About a week earlier I’d never even heard of phytoplankton. Now I discover that fish, whales, dolphins, seabirds - in fact, all life on Earth, are able to live and breathe because of this single-celled superhero plant, bobbing on the ocean surface.

 
 
 
 

As it turns out, phytoplankton is a type of plankton that produces energy through photosynthesis. It is also food for zooplankton, another type of plankton, which feeds and supplies energy for countless marine creatures, from darting fish to slow-moving whales. This plankton then travels up the food chain until it finally reaches us - the apex predator. At the moment, plankton is the primary source of nutrition and energy in the ocean. Unfortunately, it is being hit hard by the twin-pronged, man-made catastrophes of climate change and pollution.

As the oceans warm and as we continue to produce waste and pollution, plankton are being forced to adapt and this adaptation has terrifying consequences.

Firstly, excess nutrient inputs, caused by the nitrogen and phosphorous of agricultural land operations, are entering the ocean and upsetting the ecosystem. Phytoplankton takes on these extra nutrients and their numbers increase dramatically. This shifts the settled pendulum too far in one direction and leads to coastal areas being infected with the greenish ooze of algal overgrowths, many of which are potentially toxic, sickening and killing other marine animals.

 
 
 
 

Secondly, the amount of plastic we dump in the ocean (it was recently predicted that by 2050 there will be more plastic in the ocean than fish) has actually caused zooplankton to start eating plastic. Microplastics (tiny traces of plastic) look a lot like the usual food of a hungry zooplankton, but, unlike their usual food, they contain toxic chemicals. These chemicals are then passed up the food chain, which is terrible news for ocean life and for us land-dwellers too!

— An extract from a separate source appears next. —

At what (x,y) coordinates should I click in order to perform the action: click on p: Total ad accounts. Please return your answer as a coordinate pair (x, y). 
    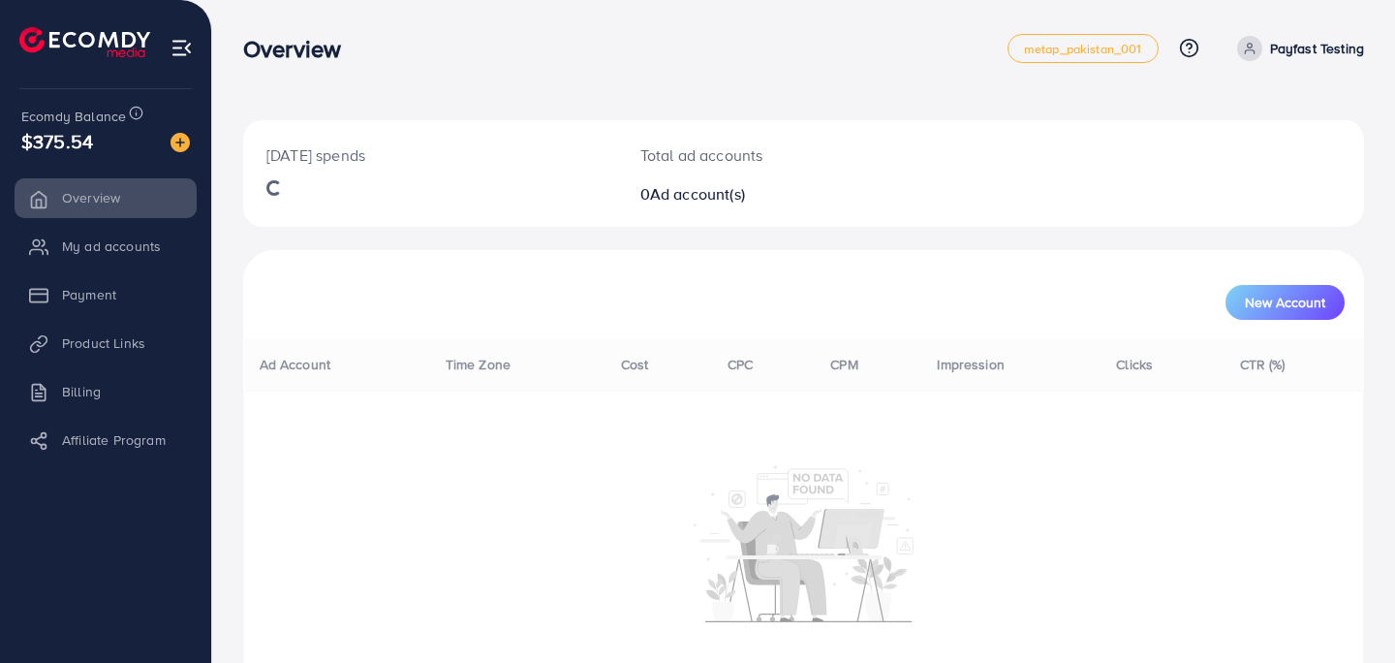
    Looking at the image, I should click on (757, 155).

So, you remember I mentioned earlier that phytoplankton is something of a superhero plant, helping us to breath? Well, this is because it takes on carbon dioxide and uses solar energy to convert it into nutrients through photosynthesis. In order to perform this photosynthesis, phytoplankton must have energy from the sun and nutrients from the water. If it has both these things, phytoplankton performs the process of photosynthesis and releases oxygen into the water. What's really crazy is that half the world's oxygen is actually produced in this way.

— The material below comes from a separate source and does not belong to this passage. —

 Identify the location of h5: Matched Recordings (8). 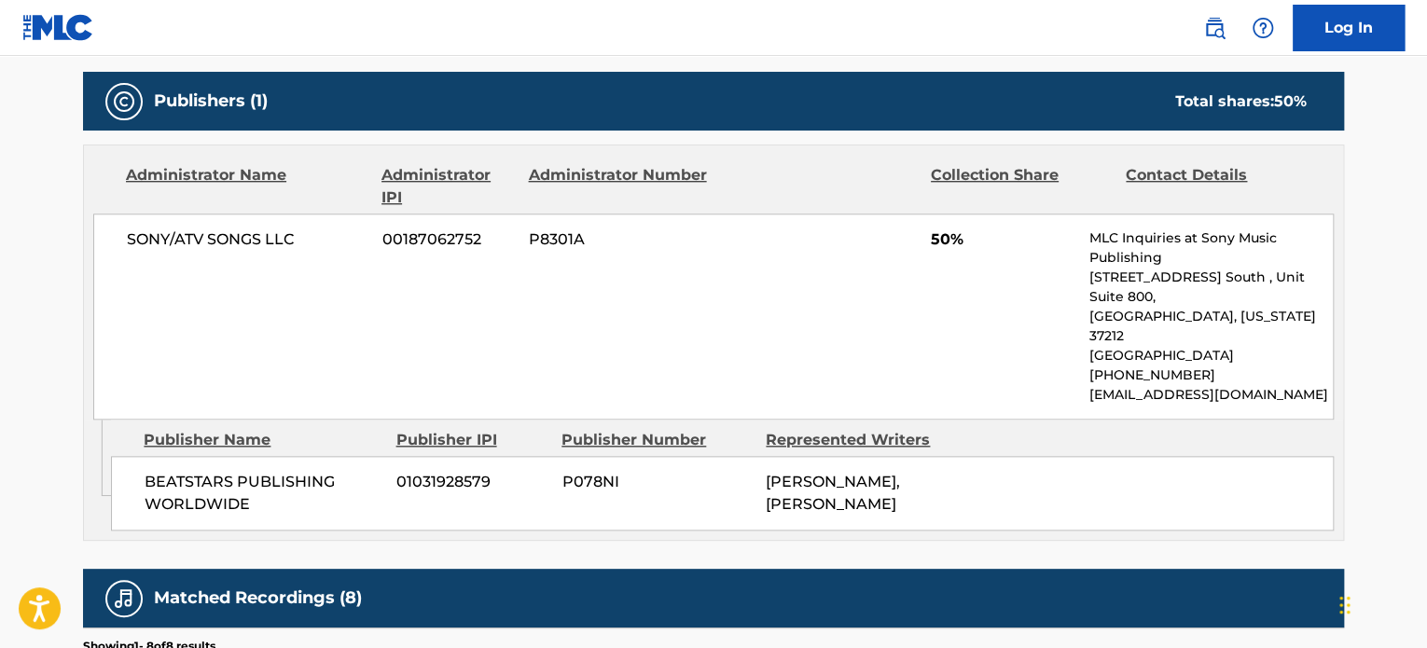
(257, 598).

As they say on Chasing Coral: We owe every second breath to phytoplankton. The other half of our oxygen is produced through photosynthesis on land, performed by trees, shrubs, grasses and other plants.

We owe every second breath to phytoplankton.
— Chasing Coral

Today, plant life and phytoplankton keeps a balance in the amount of oxygen it produces. Healthy forests use carbon dioxide from the atmosphere to create oxygen through photosynthesis, which is then needed for further growth. In other words, it's a healthy, self-perpetuating system. Indeed, most ocean and land photosynthesis is counterbalanced with an equal and opposite amount of breathing. 

Often we talk about how oceans, especially when you swim and dive in them, are life-giving in the internal psychological or even physiological sense. And yet we often forget that our gratitude should go deeper - the oceans are literally responsible for life on Earth. For me, this was just another jarring reminder that the natural world isn’t just an amusing sideshow or buffet – it is an ancient, inexplicable life support system and without it we’re all fucked.